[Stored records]
►

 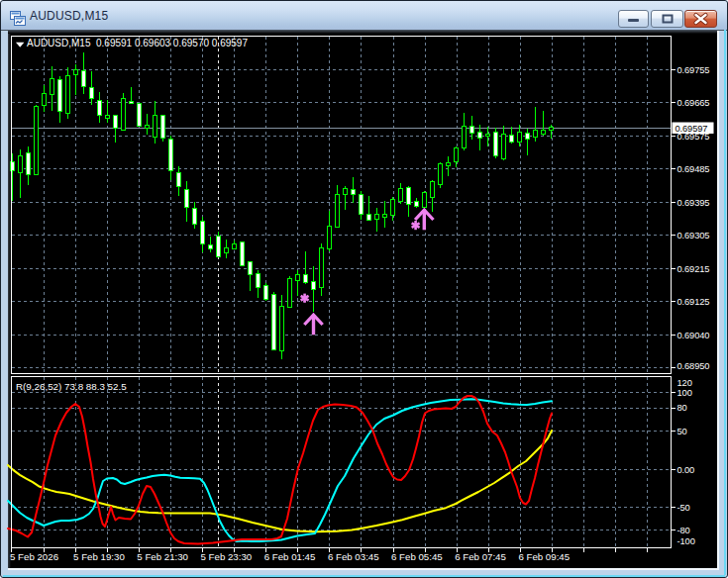 What do you see at coordinates (691, 129) in the screenshot?
I see `svg-text: 0.69597` at bounding box center [691, 129].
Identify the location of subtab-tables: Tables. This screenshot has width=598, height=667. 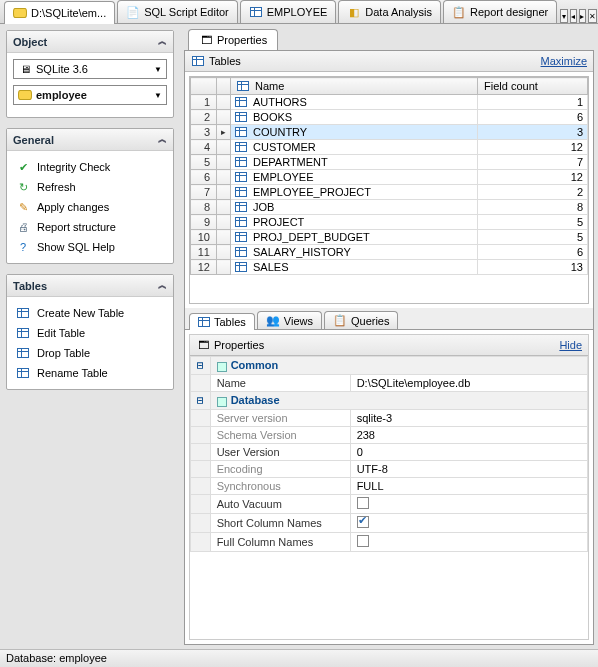
(222, 322).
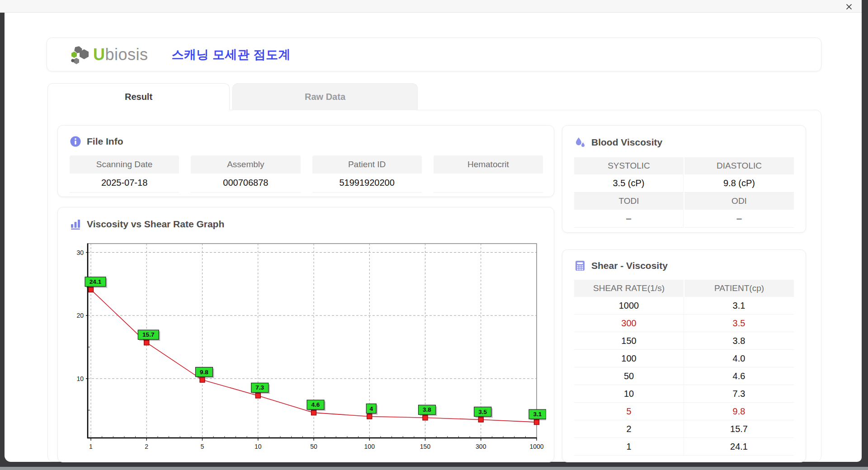 The image size is (868, 470). What do you see at coordinates (629, 183) in the screenshot?
I see `bv-value-systolic: 3.5 (cP)` at bounding box center [629, 183].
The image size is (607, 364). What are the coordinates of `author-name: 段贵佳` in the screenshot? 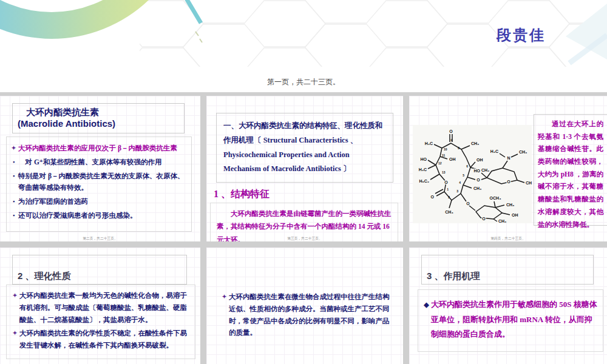 It's located at (521, 35).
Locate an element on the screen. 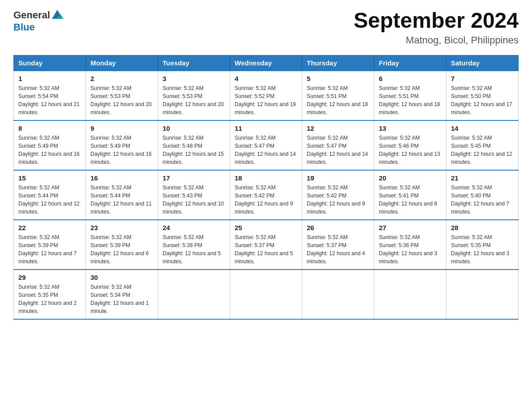  day-number: 28 is located at coordinates (482, 227).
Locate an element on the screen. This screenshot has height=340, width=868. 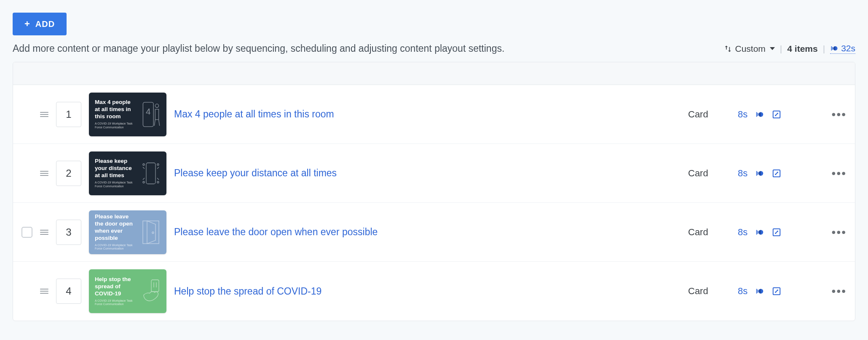
sort-label: Custom is located at coordinates (750, 49).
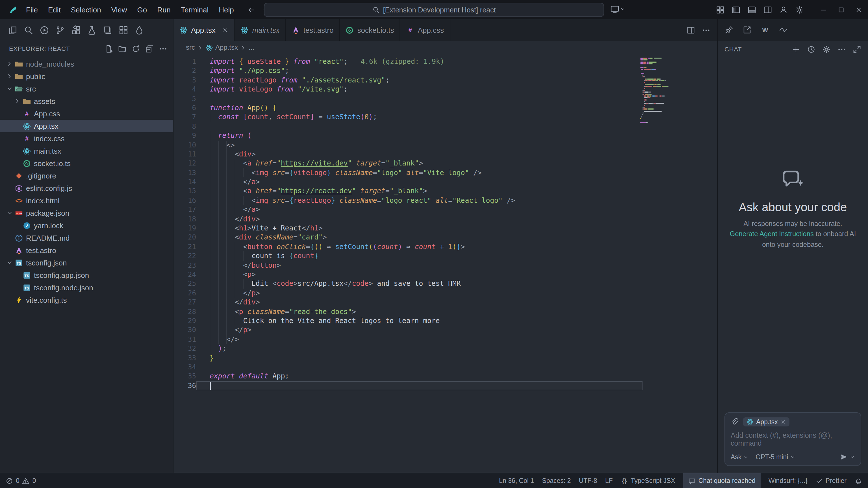 The width and height of the screenshot is (868, 488). What do you see at coordinates (86, 138) in the screenshot?
I see `tree-item-index.css: #index.css` at bounding box center [86, 138].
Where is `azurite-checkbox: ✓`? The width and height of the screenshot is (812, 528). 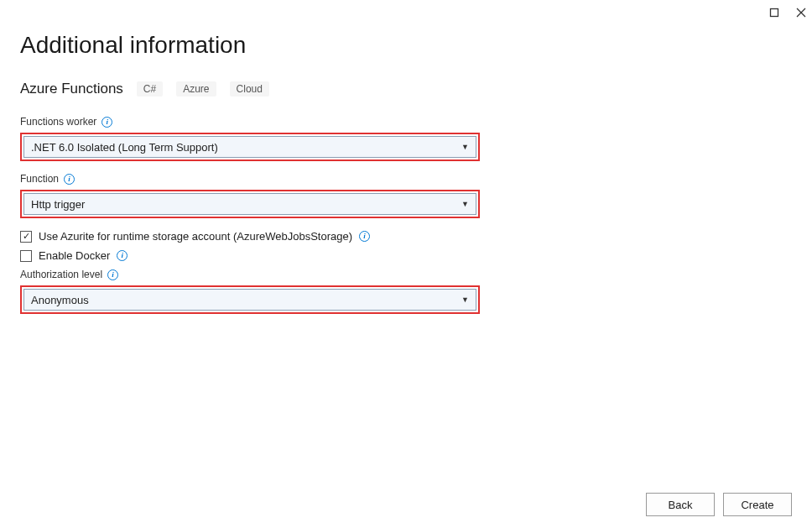 azurite-checkbox: ✓ is located at coordinates (26, 237).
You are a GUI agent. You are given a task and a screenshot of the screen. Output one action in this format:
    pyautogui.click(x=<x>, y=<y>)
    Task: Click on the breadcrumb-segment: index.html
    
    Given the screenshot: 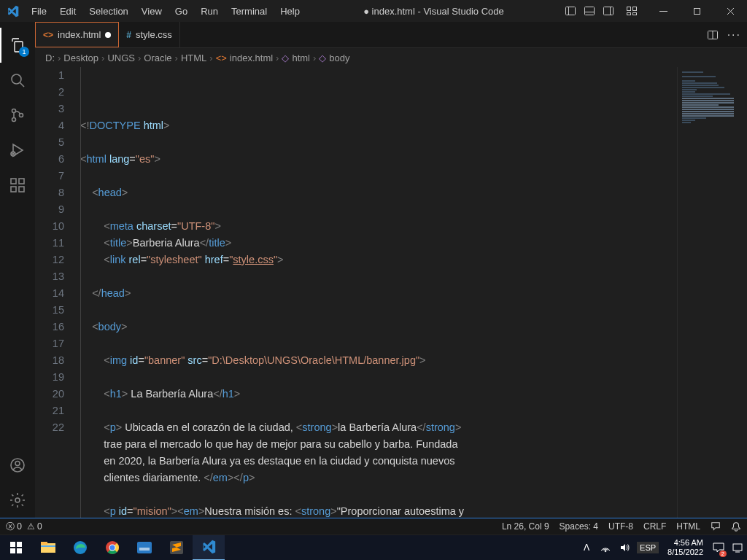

◄

▶ _Exercise_:
Nothing but the lines from the one that holds "You are a GUI" through the end of the data should appear, written out exactly, without pictures.

▶ _Problem solution_:
You are a GUI agent. You are given a task and a screenshot of the screen. Output one action in this format:
    pyautogui.click(x=<x>, y=<y>)
    Task: Click on the breadcrumb-segment: index.html
    
    Given the screenshot: 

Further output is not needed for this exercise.